For the full picture, see the MC stock guide (what the company does, the ETFs that hold it, similar stocks, and the themes it fits). In Walnut you can ask its AI about MC against your real portfolio and see your actual exposure before deciding.
The bottom line on MC
The bottom line: Moelis & Company's story right now is M&A recovery and large-cap momentum, with revenue (ttm) at ~$1.55B. If you believe that narrative continues, the call is about sizing MC sensibly and checking overlap with what you own; if you doubt it (the risk: advisory revenue is highly cyclical and tied to the pace of deal closings, so a slowdown in M&A or capital markets can compress results quickly.), it is not for you. Decide from the thesis, not the ticker. Walnut is not an investment adviser.
Build a basket around MC with Walnut
Use Moelis & Company as one constituent in a thematic basket Walnut's AI helps you assemble. Describe a thesis you believe in, the AI proposes the holdings and weights, and you approve before any broker order.
FAQ
Is MC a good stock to buy right now?
+
The case for Moelis & Company right now is M&A recovery and large-cap momentum, with revenue (ttm) at ~$1.55B. If you believe that thesis holds, MC is a way to own it and the real questions are sizing and overlap, not timing; the main risk to that view is advisory revenue is highly cyclical and tied to the pace of deal closings, so a slowdown in M&A or capital markets can compress results quickly. So it comes down to whether you believe the thesis. Walnut is not an investment adviser and this is not a recommendation.
What does Moelis & Company do?
+
Moelis & Company is a global independent investment bank founded in 2007 by Ken Moelis.
What are the main risks of MC?
+
Advisory revenue is highly cyclical and tied to the pace of deal closings, so a slowdown in M&A or capital markets can compress results quickly. Compensation is the largest expense and rising banker pay can squeeze margins even when revenue grows. Geopolitical uncertainty and disruption in private credit markets can delay transactions, and the business depends heavily on retaining a relatively small group of senior rainmakers. Early 2026 results showed record quarterly revenue but adjusted earnings per share came in below analyst expectations, underscoring the sensitivity to costs and timing.
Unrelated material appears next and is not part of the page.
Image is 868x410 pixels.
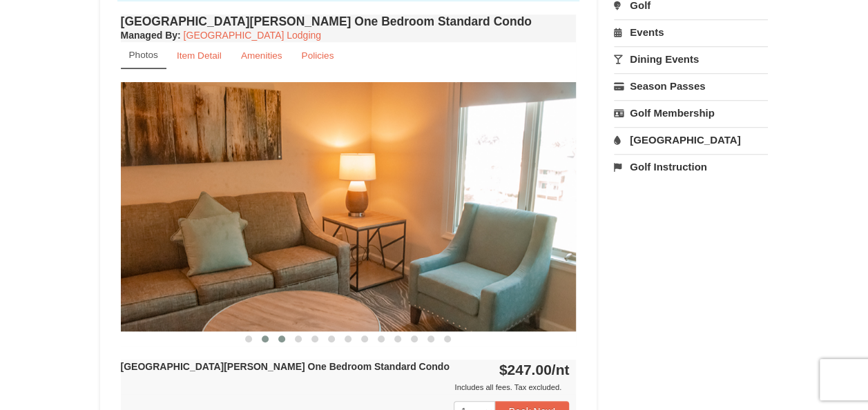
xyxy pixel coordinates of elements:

What does the ticker MC stand for?
+
MC is the NYSE ticker for Moelis & Company, a global independent investment bank headquartered in New York. It should not be confused with unrelated foreign-listed companies that use similar symbols.
What does Moelis & Company actually do?
+
Moelis advises clients on mergers and acquisitions, restructurings and liability management, private capital raising, and other strategic matters. It earns fees for advice and does not take trading or lending risk on its own balance sheet.
How does Moelis make money?
+
Almost all of Moelis's revenue comes from advisory fees paid when transactions close or milestones are met. Because fees are event-driven, revenue can be lumpy from quarter to quarter and is sensitive to the overall deal environment.
Is Moelis stock cyclical?
+
Yes. Advisory revenue rises and falls with the M&A and capital-markets cycle. The restructuring practice tends to stay busier during downturns, which partially offsets weaker M&A, but overall results remain cyclical.
Walnut is informational and is not an investment adviser. This page is educational and not a recommendation to buy or sell MC; figures are approximate and dated, and your own situation, time horizon, and risk tolerance should drive any decision. Verify current data before investing.